My wife and I watch a lot of movies on Turner Classic Movies (TCM). A recurring theme is about criminal enterprises. In 1930's and 1940's movies, the bad guys were into bootlegging and associated entertainment, the numbers racket, gambling and loan sharking.
Bootlegging was mostly done away with by repeal of prohibition, except in states like Mississippi that continued prohibition except for local option beer and wine. (Mississippi figured out a way to capture revenue from the illegal sales of liquor, while maintaining the moral purity of formal prohibition.)
Bootleggers were awash with cash and had to invent other enterprises. Some even invested in legitimate businesses. Joseph P. Kennedy, for example, went into movies.
In the last three or four decades, state governments have muscled into territory formerly controlled by mobsters and racketeers. The numbers game, for example, has been largely taken over by state lotteries. Gambling has migrated to casinos, many on native American reservations. States across the country either have their own ABC stores or regulate alcohol sales to their own benefit.
What's an honest bootlegger to do?
And now banks and other financial institutions regulated by the states and the federal government have moved into loan sharking in a big way. Much of the discussion at last night's Republican Party presidential debate was devoted to a plea for less regulation in order to free financial institutions interested in expanding the loan sharking business.
The struggle between the lending (creditor) class and the borrowing (debtor) class is an ancient one wherever there is a money economy. When you hear people speaking about "sound money," you know the speaker is representing the interests of the creditor class. In the late nineteenth century, the dispute was over use of gold alone or both gold and silver for coinage. William Jennings Bryan's famous "cross of gold" speech addressed the issue.
Today the same class and their lackeys rail against any inflation, no matter how slight, in favor of minimal regulation (if any at all) of financial institutions, in favor of draconian restrictions on bankruptcy and so forth.
It seems we have exchanged mobsters for banksters.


**WHAT IS EXPECTED**. Repeat the records below verbatim and include no pictures.

(Dataset records on visual material)
__________________________________________________
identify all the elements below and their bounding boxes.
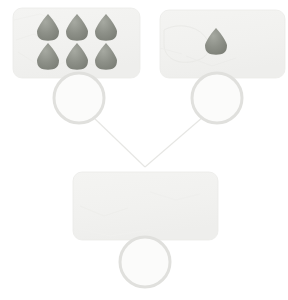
selection-ring-left[interactable] xyxy=(54,73,104,123)
diagram-scene xyxy=(0,0,288,300)
connector-group xyxy=(93,117,203,167)
connector-right-branch xyxy=(145,117,203,167)
selection-ring-bottom[interactable] xyxy=(120,237,170,287)
egg-tray-empty-panel[interactable] xyxy=(73,172,218,240)
selection-ring-right[interactable] xyxy=(192,73,242,123)
egg-tray-empty-group[interactable] xyxy=(73,172,218,240)
connector-left-branch xyxy=(93,117,145,167)
egg-tray-one-group[interactable] xyxy=(160,10,285,78)
egg-tray-six-group[interactable] xyxy=(13,8,140,78)
diagram-canvas xyxy=(0,0,288,300)
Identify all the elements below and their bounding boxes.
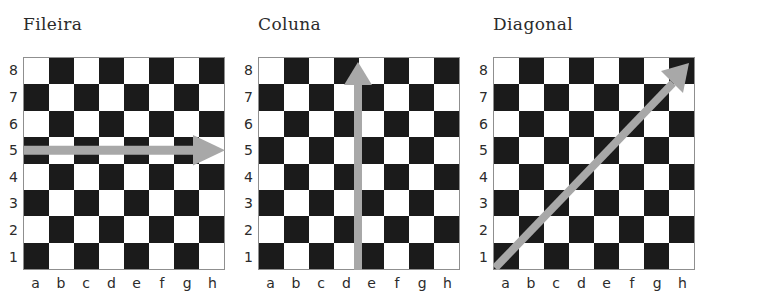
rank-labels: 8 7 6 5 4 3 2 1: [471, 57, 489, 270]
board-square: [384, 84, 409, 110]
board-square: [359, 216, 384, 242]
board-square: [124, 111, 149, 137]
rank-label: 5: [236, 137, 254, 164]
board-square: [24, 164, 49, 190]
board-square: [619, 137, 644, 163]
file-labels: a b c d e f g h: [23, 271, 225, 295]
board-square: [199, 164, 224, 190]
board-squares: [24, 58, 224, 269]
board-square: [434, 58, 459, 84]
board-square: [494, 190, 519, 216]
board-square: [24, 243, 49, 269]
board-square: [669, 216, 694, 242]
board-square: [434, 243, 459, 269]
rank-label: 8: [236, 57, 254, 84]
board-container: 8 7 6 5 4 3 2 1 a: [258, 57, 460, 270]
board-square: [669, 84, 694, 110]
board-square: [124, 58, 149, 84]
board-square: [124, 243, 149, 269]
board-square: [669, 243, 694, 269]
board-square: [309, 84, 334, 110]
board-square: [149, 243, 174, 269]
board-square: [644, 137, 669, 163]
panel-title: Diagonal: [493, 14, 573, 34]
board-square: [359, 58, 384, 84]
board-square: [259, 243, 284, 269]
board-square: [384, 137, 409, 163]
file-label: e: [594, 271, 619, 295]
board-square: [619, 84, 644, 110]
file-label: b: [48, 271, 73, 295]
board-square: [284, 111, 309, 137]
board-square: [284, 137, 309, 163]
board-square: [619, 243, 644, 269]
panel-fileira: Fileira 8 7 6 5 4 3 2 1: [0, 0, 235, 300]
board-square: [519, 243, 544, 269]
board-square: [619, 164, 644, 190]
rank-label: 8: [471, 57, 489, 84]
file-label: f: [384, 271, 409, 295]
board-square: [569, 216, 594, 242]
board-square: [124, 137, 149, 163]
rank-labels: 8 7 6 5 4 3 2 1: [236, 57, 254, 270]
board-square: [434, 84, 459, 110]
board-square: [569, 58, 594, 84]
board-square: [644, 84, 669, 110]
rank-label: 1: [1, 243, 19, 270]
board-square: [174, 164, 199, 190]
board-square: [99, 216, 124, 242]
board-square: [49, 243, 74, 269]
board-square: [334, 58, 359, 84]
file-label: c: [544, 271, 569, 295]
board-square: [644, 164, 669, 190]
board-square: [359, 243, 384, 269]
board-square: [334, 243, 359, 269]
board-square: [434, 137, 459, 163]
board-square: [74, 216, 99, 242]
board-square: [174, 137, 199, 163]
board-square: [434, 111, 459, 137]
board-container: 8 7 6 5 4 3 2 1 a: [493, 57, 695, 270]
rank-label: 7: [236, 84, 254, 111]
board-square: [569, 243, 594, 269]
board-square: [409, 84, 434, 110]
board-square: [99, 190, 124, 216]
board-square: [544, 216, 569, 242]
chessboard: [493, 57, 695, 270]
board-square: [199, 190, 224, 216]
board-square: [384, 190, 409, 216]
board-square: [434, 216, 459, 242]
board-square: [519, 216, 544, 242]
board-square: [309, 243, 334, 269]
file-label: g: [410, 271, 435, 295]
board-square: [384, 58, 409, 84]
board-square: [124, 164, 149, 190]
board-square: [124, 84, 149, 110]
board-square: [49, 58, 74, 84]
board-square: [494, 58, 519, 84]
board-square: [124, 190, 149, 216]
board-square: [669, 58, 694, 84]
file-label: c: [309, 271, 334, 295]
board-square: [359, 111, 384, 137]
board-square: [74, 111, 99, 137]
board-square: [199, 137, 224, 163]
board-square: [259, 137, 284, 163]
file-label: c: [74, 271, 99, 295]
board-square: [259, 111, 284, 137]
board-square: [494, 164, 519, 190]
board-square: [99, 84, 124, 110]
board-square: [569, 84, 594, 110]
board-square: [174, 243, 199, 269]
rank-label: 3: [1, 190, 19, 217]
board-square: [494, 111, 519, 137]
file-label: e: [124, 271, 149, 295]
board-square: [74, 164, 99, 190]
file-label: e: [359, 271, 384, 295]
board-square: [174, 111, 199, 137]
file-label: h: [200, 271, 225, 295]
board-square: [384, 243, 409, 269]
panel-title: Coluna: [258, 14, 321, 34]
board-square: [544, 137, 569, 163]
board-square: [544, 58, 569, 84]
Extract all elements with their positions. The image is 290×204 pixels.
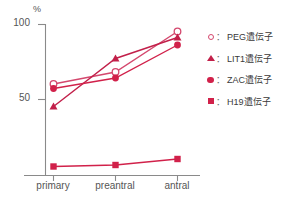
legend-item-peg: ： PEG遺伝子 xyxy=(206,26,290,48)
data-point xyxy=(112,162,118,168)
data-point xyxy=(174,156,180,162)
legend-label-lit1: LIT1遺伝子 xyxy=(227,52,272,65)
data-point xyxy=(50,85,57,92)
legend-separator: ： xyxy=(216,95,225,108)
data-point xyxy=(50,163,56,169)
legend-item-lit1: ： LIT1遺伝子 xyxy=(206,48,290,70)
legend-label-zac: ZAC遺伝子 xyxy=(227,73,272,86)
series-line-2 xyxy=(54,45,178,89)
legend-item-h19: ： H19遺伝子 xyxy=(206,91,290,113)
triangle-filled-icon xyxy=(206,53,215,64)
circle-filled-icon xyxy=(206,74,215,85)
chart-container: % 100 50 primary preantral antral ： PEG遺… xyxy=(0,0,290,204)
data-point xyxy=(112,69,119,76)
data-point xyxy=(174,42,181,49)
circle-open-icon xyxy=(206,31,215,42)
legend: ： PEG遺伝子 ： LIT1遺伝子 ： ZAC遺伝子 ： H19遺伝子 xyxy=(206,26,290,112)
legend-separator: ： xyxy=(216,73,225,86)
legend-separator: ： xyxy=(216,52,225,65)
legend-label-peg: PEG遺伝子 xyxy=(227,30,273,43)
series-layer xyxy=(50,28,182,170)
legend-separator: ： xyxy=(216,30,225,43)
data-point xyxy=(112,75,119,82)
legend-item-zac: ： ZAC遺伝子 xyxy=(206,69,290,91)
legend-label-h19: H19遺伝子 xyxy=(227,95,271,108)
square-filled-icon xyxy=(206,96,215,107)
data-point xyxy=(174,34,182,41)
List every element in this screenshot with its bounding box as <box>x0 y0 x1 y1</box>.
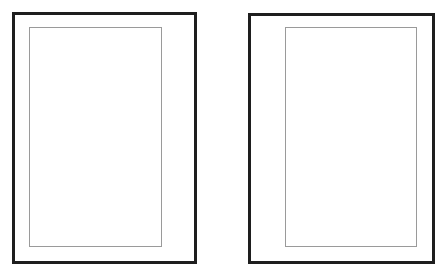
right-inner-panel <box>285 27 417 247</box>
left-inner-panel <box>29 27 162 247</box>
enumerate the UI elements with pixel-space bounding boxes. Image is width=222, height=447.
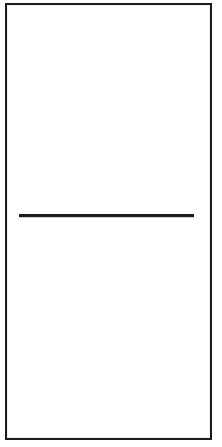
upper-blank-region (7, 5, 210, 214)
lower-blank-region (7, 218, 210, 438)
horizontal-rule-line (19, 214, 194, 217)
figure-canvas (0, 0, 222, 447)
__________________________________________________
**RESPONSE AREA**.
identify all the elements below and their bounding boxes.
selection-ring-left[interactable] xyxy=(54,73,104,123)
diagram-scene xyxy=(0,0,288,300)
connector-group xyxy=(93,117,203,167)
connector-right-branch xyxy=(145,117,203,167)
selection-ring-bottom[interactable] xyxy=(120,237,170,287)
egg-tray-empty-panel[interactable] xyxy=(73,172,218,240)
selection-ring-right[interactable] xyxy=(192,73,242,123)
egg-tray-empty-group[interactable] xyxy=(73,172,218,240)
connector-left-branch xyxy=(93,117,145,167)
egg-tray-one-group[interactable] xyxy=(160,10,285,78)
egg-tray-six-group[interactable] xyxy=(13,8,140,78)
diagram-canvas xyxy=(0,0,288,300)
Identify all the elements below and their bounding boxes.
rank-labels: 8 7 6 5 4 3 2 1: [471, 57, 489, 270]
board-square: [384, 84, 409, 110]
board-square: [359, 216, 384, 242]
board-square: [124, 111, 149, 137]
rank-label: 5: [236, 137, 254, 164]
board-square: [24, 164, 49, 190]
board-square: [619, 137, 644, 163]
file-labels: a b c d e f g h: [23, 271, 225, 295]
board-square: [199, 164, 224, 190]
board-squares: [24, 58, 224, 269]
board-square: [434, 58, 459, 84]
board-square: [494, 190, 519, 216]
board-square: [24, 243, 49, 269]
board-square: [669, 216, 694, 242]
board-square: [434, 243, 459, 269]
rank-label: 8: [236, 57, 254, 84]
board-container: 8 7 6 5 4 3 2 1 a: [258, 57, 460, 270]
board-square: [669, 84, 694, 110]
board-square: [124, 58, 149, 84]
board-square: [124, 243, 149, 269]
board-square: [669, 243, 694, 269]
board-square: [309, 84, 334, 110]
board-square: [149, 243, 174, 269]
board-square: [644, 137, 669, 163]
panel-title: Diagonal: [493, 14, 573, 34]
board-square: [359, 58, 384, 84]
board-square: [259, 243, 284, 269]
board-square: [384, 137, 409, 163]
file-label: e: [594, 271, 619, 295]
board-square: [619, 84, 644, 110]
file-label: b: [48, 271, 73, 295]
board-square: [284, 111, 309, 137]
board-square: [284, 137, 309, 163]
board-square: [619, 243, 644, 269]
panel-fileira: Fileira 8 7 6 5 4 3 2 1: [0, 0, 235, 300]
board-square: [519, 243, 544, 269]
board-square: [619, 164, 644, 190]
rank-label: 8: [471, 57, 489, 84]
file-label: f: [384, 271, 409, 295]
board-square: [569, 216, 594, 242]
board-square: [124, 137, 149, 163]
rank-labels: 8 7 6 5 4 3 2 1: [236, 57, 254, 270]
board-square: [434, 84, 459, 110]
board-square: [569, 58, 594, 84]
board-square: [644, 84, 669, 110]
rank-label: 1: [1, 243, 19, 270]
board-square: [174, 164, 199, 190]
board-square: [99, 216, 124, 242]
board-square: [49, 243, 74, 269]
board-square: [334, 58, 359, 84]
file-label: c: [544, 271, 569, 295]
board-square: [644, 164, 669, 190]
board-square: [359, 243, 384, 269]
board-square: [334, 243, 359, 269]
board-square: [434, 137, 459, 163]
board-square: [74, 216, 99, 242]
board-square: [174, 137, 199, 163]
board-square: [434, 111, 459, 137]
board-container: 8 7 6 5 4 3 2 1 a: [493, 57, 695, 270]
rank-label: 7: [236, 84, 254, 111]
board-square: [569, 243, 594, 269]
board-square: [409, 84, 434, 110]
board-square: [99, 190, 124, 216]
board-square: [544, 216, 569, 242]
chessboard: [493, 57, 695, 270]
board-square: [199, 190, 224, 216]
board-square: [384, 190, 409, 216]
board-square: [434, 216, 459, 242]
board-square: [519, 216, 544, 242]
board-square: [309, 243, 334, 269]
file-label: g: [410, 271, 435, 295]
board-square: [384, 58, 409, 84]
board-square: [124, 164, 149, 190]
board-square: [124, 84, 149, 110]
board-square: [49, 58, 74, 84]
board-square: [494, 58, 519, 84]
board-square: [124, 190, 149, 216]
board-square: [669, 58, 694, 84]
file-label: c: [309, 271, 334, 295]
board-square: [359, 111, 384, 137]
board-square: [74, 111, 99, 137]
board-square: [199, 137, 224, 163]
board-square: [259, 137, 284, 163]
file-label: c: [74, 271, 99, 295]
board-square: [259, 111, 284, 137]
board-square: [494, 164, 519, 190]
board-square: [99, 84, 124, 110]
board-square: [569, 84, 594, 110]
board-square: [174, 243, 199, 269]
rank-label: 3: [1, 190, 19, 217]
board-square: [494, 111, 519, 137]
file-label: e: [124, 271, 149, 295]
board-square: [74, 164, 99, 190]
file-label: e: [359, 271, 384, 295]
board-square: [174, 111, 199, 137]
file-label: h: [200, 271, 225, 295]
board-square: [384, 243, 409, 269]
panel-title: Coluna: [258, 14, 321, 34]
board-square: [544, 137, 569, 163]
board-square: [544, 58, 569, 84]
Extract all elements with their positions. The image is 290×204 pixels.
legend-item-peg: ： PEG遺伝子 xyxy=(206,26,290,48)
data-point xyxy=(112,162,118,168)
data-point xyxy=(174,156,180,162)
legend-label-lit1: LIT1遺伝子 xyxy=(227,52,272,65)
data-point xyxy=(50,85,57,92)
legend-separator: ： xyxy=(216,95,225,108)
data-point xyxy=(50,163,56,169)
legend-item-lit1: ： LIT1遺伝子 xyxy=(206,48,290,70)
legend-label-zac: ZAC遺伝子 xyxy=(227,73,272,86)
series-line-2 xyxy=(54,45,178,89)
legend-item-h19: ： H19遺伝子 xyxy=(206,91,290,113)
triangle-filled-icon xyxy=(206,53,215,64)
circle-filled-icon xyxy=(206,74,215,85)
chart-container: % 100 50 primary preantral antral ： PEG遺… xyxy=(0,0,290,204)
data-point xyxy=(112,69,119,76)
data-point xyxy=(174,42,181,49)
circle-open-icon xyxy=(206,31,215,42)
legend: ： PEG遺伝子 ： LIT1遺伝子 ： ZAC遺伝子 ： H19遺伝子 xyxy=(206,26,290,112)
legend-separator: ： xyxy=(216,73,225,86)
legend-separator: ： xyxy=(216,52,225,65)
legend-label-peg: PEG遺伝子 xyxy=(227,30,273,43)
series-layer xyxy=(50,28,182,170)
legend-separator: ： xyxy=(216,30,225,43)
data-point xyxy=(112,75,119,82)
legend-item-zac: ： ZAC遺伝子 xyxy=(206,69,290,91)
legend-label-h19: H19遺伝子 xyxy=(227,95,271,108)
square-filled-icon xyxy=(206,96,215,107)
data-point xyxy=(174,34,182,41)
List every element in this screenshot with its bounding box as <box>x0 y0 x1 y1</box>.
right-inner-panel <box>285 27 417 247</box>
left-inner-panel <box>29 27 162 247</box>
enumerate the UI elements with pixel-space bounding boxes. Image is width=222, height=447.
upper-blank-region (7, 5, 210, 214)
lower-blank-region (7, 218, 210, 438)
horizontal-rule-line (19, 214, 194, 217)
figure-canvas (0, 0, 222, 447)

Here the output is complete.